Joseph Palermo: If someone like Todd who represents a “liberal” network can’t see Colbert’s parody for what it is then it truly illustrates how disconnected the corporate media have become.
Social Justice Magazine
Associate Professor of History, California State University, Sacramento. Professor Palermo is the author of the forthcoming book, The Eighties (Pearson), which will be available in February 2012. He has also written two books on Robert Kennedy: In His Own Right: The Political Odyssey of Senator Robert F. Kennedy (Columbia University Press, 2001); and Robert F. Kennedy and the Death of American Idealism (Pearson Longman, 2008). Before earning a Master's degree and Doctorate in History from Cornell University, Professor Palermo completed a double major Bachelor's degree in Sociology and Anthropology from the University of California, Santa Cruz; and a Master's degree in History from San Jose State University. His expertise includes the 1980s; political history; presidential politics and war powers; social movements of the 20th century; social movements of the 1960s; and the history of American foreign policy. Professor Palermo has also written articles for anthologies on the life of Father Daniel Berrigan, S.J. in The Human Tradition in America Since 1945 (Scholarly Resources Press, 2003); and on the Watergate scandal in Watergate and the Resignation of Richard Nixon (CQ Press, 2004).

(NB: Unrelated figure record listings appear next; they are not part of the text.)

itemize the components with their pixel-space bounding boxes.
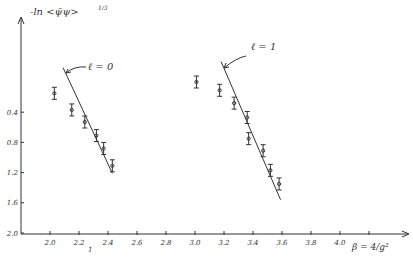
x-tick-label: 2.0 xyxy=(43,239,56,247)
x-tick-label: 2.4 xyxy=(101,239,113,247)
x-axis-label: β = 4/g² xyxy=(351,242,389,252)
chart: 2.02.22.42.62.83.03.23.43.63.84.00.40.81… xyxy=(0,0,413,257)
fit-line-0 xyxy=(63,68,112,174)
y-tick-label: 0.4 xyxy=(7,109,18,117)
x-tick-label: 3.6 xyxy=(276,239,288,247)
annotation-l1: ℓ = 1 xyxy=(251,41,276,52)
y-tick-label: 2.0 xyxy=(6,230,19,238)
x-tick-label: 3.2 xyxy=(218,239,230,247)
y-tick-label: 1.2 xyxy=(7,169,19,177)
y-tick-label: 1.6 xyxy=(7,199,19,207)
y-axis-label-exponent: 1/3 xyxy=(98,4,108,11)
x-tick-label: 4.0 xyxy=(333,239,346,247)
x-tick-label: 3.0 xyxy=(189,239,201,247)
x-tick-label: 2.2 xyxy=(72,239,85,247)
y-axis-label: -ln <ψ̄ψ> xyxy=(30,6,79,17)
annotation-l0: ℓ = 0 xyxy=(88,61,114,72)
x-tick-label: 2.8 xyxy=(159,239,172,247)
fit-line-1 xyxy=(221,62,280,200)
annotation-arrow-icon xyxy=(224,56,246,68)
y-tick-label: 0.8 xyxy=(7,139,19,147)
x-tick-label: 2.6 xyxy=(130,239,143,247)
x-tick-label: 3.4 xyxy=(247,239,258,247)
x-tick-label: 3.8 xyxy=(305,239,317,247)
axis-mark: 1 xyxy=(88,246,92,254)
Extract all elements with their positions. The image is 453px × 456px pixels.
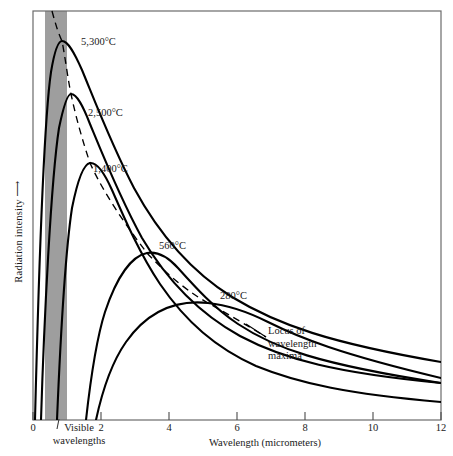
x-axis-title: Wavelength (micrometers) xyxy=(150,437,380,448)
locus-note-line-3: maxima xyxy=(268,350,316,363)
curve-2500c xyxy=(41,94,441,420)
y-axis-title: Radiation intensity ⟶ xyxy=(12,142,25,322)
y-axis-arrow-icon: ⟶ xyxy=(11,180,24,196)
y-axis-title-wrapper: Radiation intensity ⟶ xyxy=(0,130,30,340)
visible-wavelength-band xyxy=(45,11,67,420)
y-axis-title-text: Radiation intensity xyxy=(13,199,24,282)
curve-label-2500c: 2,500°C xyxy=(88,107,123,118)
locus-note-line-1: Locus of xyxy=(268,325,316,338)
curve-560c xyxy=(86,253,441,420)
locus-annotation: Locus of wavelength maxima xyxy=(268,325,316,363)
curve-label-5300c: 5,300°C xyxy=(81,36,116,47)
visible-caption-line-1: Visible xyxy=(38,422,120,435)
plot-canvas xyxy=(0,0,453,456)
x-tick-label-10: 10 xyxy=(361,422,385,433)
visible-caption-line-2: wavelengths xyxy=(38,435,120,448)
blackbody-radiation-chart: Radiation intensity ⟶ Wavelength (microm… xyxy=(0,0,453,456)
x-tick-label-12: 12 xyxy=(429,422,453,433)
locus-note-line-2: wavelength xyxy=(268,338,316,351)
x-tick-label-6: 6 xyxy=(225,422,249,433)
curve-label-1400c: 1,400°C xyxy=(93,163,128,174)
x-tick-label-8: 8 xyxy=(293,422,317,433)
locus-of-wavelength-maxima-curve xyxy=(52,11,266,337)
curve-label-560c: 560°C xyxy=(159,240,186,251)
x-axis-ticks xyxy=(33,412,441,420)
x-tick-label-4: 4 xyxy=(157,422,181,433)
visible-wavelengths-caption: Visible wavelengths xyxy=(38,422,120,447)
curve-1400c xyxy=(57,163,441,420)
curve-label-280c: 280°C xyxy=(220,290,247,301)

Those loud right-wing voices in our political discourse that are trying to make Occupy Wall Street look like something “foreign” to American culture are barking up the wrong tree. When David Crosby and Graham Nash recently showed up at Zuccotti Park for an impromptu sing-along with the protesters they linked OWS with the long American tradition of resistance to [...]

Joseph Palermo: The last-minute lobbying by the titans of industry and finance shows that President Obama might have had more leverage over the Republicans in the debt ceiling “negotiations” than he chose to exercise. We now breathlessly await the arrival of the “Super Committee,” the tragedy that follows the farce.
Copyright © 2012 · Dick Price and Sharon Kyle · Log in
Ross Douthat’s Hit Job on JFK
Joseph Palermo: Douthat practices the weird tactic, common among contemporary right-wingers, of criticizing whatever Democrat or “liberal” who is in their crosshairs from both the right and the left at the same time.